We propose a novel GradAlign algorithm that induces the same implicit regularization while allowing the use of arbitrarily large batches in each update.
arXiv Detail & Related papers (2021-06-25T22:01:35Z) - Cogradient Descent for Dependable Learning [64.02052988844301]
We propose a dependable learning based on Cogradient Descent (CoGD) algorithm to address the bilinear optimization problem.
CoGD is introduced to solve bilinear problems when one variable is with sparsity constraint.
It can also be used to decompose the association of features and weights, which further generalizes our method to better train convolutional neural networks (CNNs)
arXiv Detail & Related papers (2021-06-20T04:28:20Z) - CADA: Communication-Adaptive Distributed Adam [31.02472517086767]
gradient descent (SGD) has taken the stage as the primary workhorse for large-scale machine learning.
This paper proposes an adaptive gradient descent method for distributed machine learning, which can be viewed as the communication-adaptive counterpart of the celebrated Adam method.

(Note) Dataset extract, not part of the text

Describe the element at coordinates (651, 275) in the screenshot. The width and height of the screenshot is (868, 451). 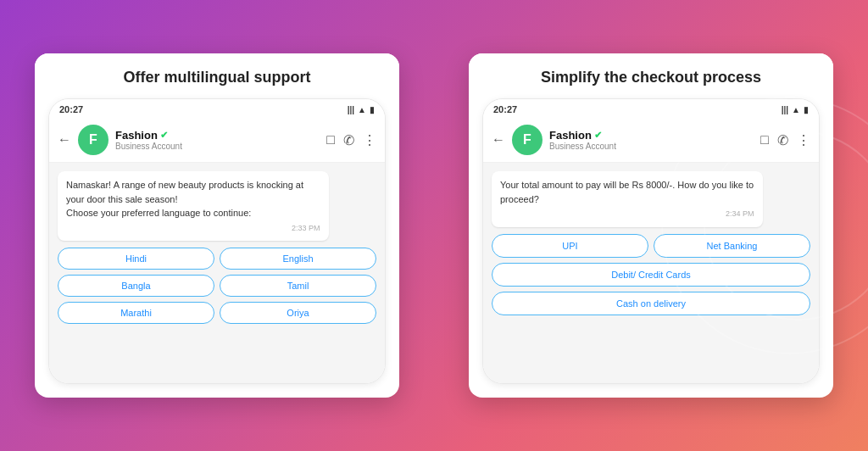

arXiv Detail & Related papers (2020-12-31T06:52:18Z) - Sparse Communication for Training Deep Networks [56.441077560085475]
Synchronous gradient descent (SGD) is the most common method used for distributed training of deep learning models.
In this algorithm, each worker shares its local gradients with others and updates the parameters using the average gradients of all workers.
We study several compression schemes and identify how three key parameters affect the performance.
arXiv Detail & Related papers (2020-09-19T17:28:11Z) - Cogradient Descent for Bilinear Optimization [124.45816011848096]
We introduce a Cogradient Descent algorithm (CoGD) to address the bilinear problem.
We solve one variable by considering its coupling relationship with the other, leading to a synchronous gradient descent.
Our algorithm is applied to solve problems with one variable under the sparsity constraint.
arXiv Detail & Related papers (2020-06-16T13:41:54Z) - DaSGD: Squeezing SGD Parallelization Performance in Distributed Training
Using Delayed Averaging [4.652668321425679]
Minibatch gradient descent (SGD) algorithm requires workers to halt forward/back propagations.
DaSGD parallelizes SGD and forward/back propagations to hide 100% of the communication overhead.
arXiv Detail & Related papers (2020-05-31T05:43:50Z) - Federated Stochastic Gradient Langevin Dynamics [12.180900849847252]
gradient MCMC methods, such as gradient Langevin dynamics (SGLD), employ fast but noisy gradient estimates to enable large-scale posterior sampling.
We propose conducive gradients, a simple mechanism that combines local likelihood approximations to correct gradient updates.
We demonstrate that our approach can handle delayed communication rounds, converging to the target posterior in cases where DSGLD fails.
arXiv Detail & Related papers (2020-04-23T15:25:09Z) - Detached Error Feedback for Distributed SGD with Random Sparsification [98.98236187442258]
Communication bottleneck has been a critical problem in large-scale deep learning.
We propose a new distributed error feedback (DEF) algorithm, which shows better convergence than error feedback for non-efficient distributed problems.
We also propose DEFA to accelerate the generalization of DEF, which shows better bounds than DEF.
arXiv Detail & Related papers (2020-04-11T03:50:59Z)
This list is automatically generated from the titles and abstracts of the papers in this site.
This site does not guarantee the quality of this site (including all information) and is not responsible for any consequences.